Epworth made a thorough examination of the rocks and debris that blocked the way.

“We are not going out this way,” he said, shaking his head sadly. “It looks as if we are doomed to become Selinites.”

“Moawha and her people are very charming,” Joan added thoughtfully, “but they are not our kind of people. They like us now but the Selinites may take a notion to change rulers over night. If they did we might not be so popular.”

“The light in the Land of the Selinites is steady, constant, and never lets up,” Billy put in. “You have explained that to me with the statement that the sun shines all the time through an open space in Mount Leibnitz. That means that there is an outer opening in that mountain. Why not try going out that way?”

“Billy, you are a scholar and a statesman,” Epworth declared enthusiastically. “We will do that very thing.”

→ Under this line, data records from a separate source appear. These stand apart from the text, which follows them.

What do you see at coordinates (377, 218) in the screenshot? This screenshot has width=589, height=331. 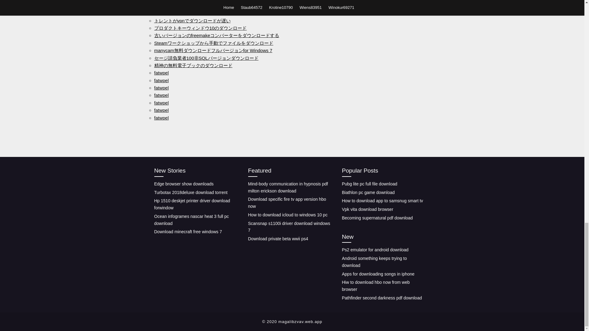 I see `Becoming supernatural pdf download` at bounding box center [377, 218].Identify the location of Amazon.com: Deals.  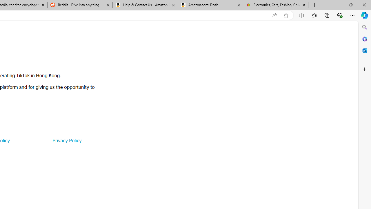
(210, 5).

They returned to Moawha’s city, and explained to her why they could not go on to the outer portion of the moon. When they told her that they were going to try to go out through the hole in Mount Leibnitz she immediately informed them that she would go with them as far as Mount Leibnitz.

Moawha had spent her entire life in the Land of the Selinites, and the idea that there was a great ball of fire out in space and shining through the outer rim of the moon was new and strange to her.

“I can’t believe that there is such a fire,” she exclaimed. “If there is I want to see it.”

Again Epworth, Joan and Billy, accompanied by Moawha, made a journey with a view of gaining the exterior. It was not a hard trip. All four had motor-gliders, and were able to fly easily over the rugged hills and interior projections of the moon which stuck up like small mountains.

But as they approached the great Mount Leibnitz the air grew warmer and warmer. Presently it became intensely hot, and even when they faced this heat they did not get a view of the sun. It was the steady flame of sunlight reflected against the rugged interior near the south pole that created the heat.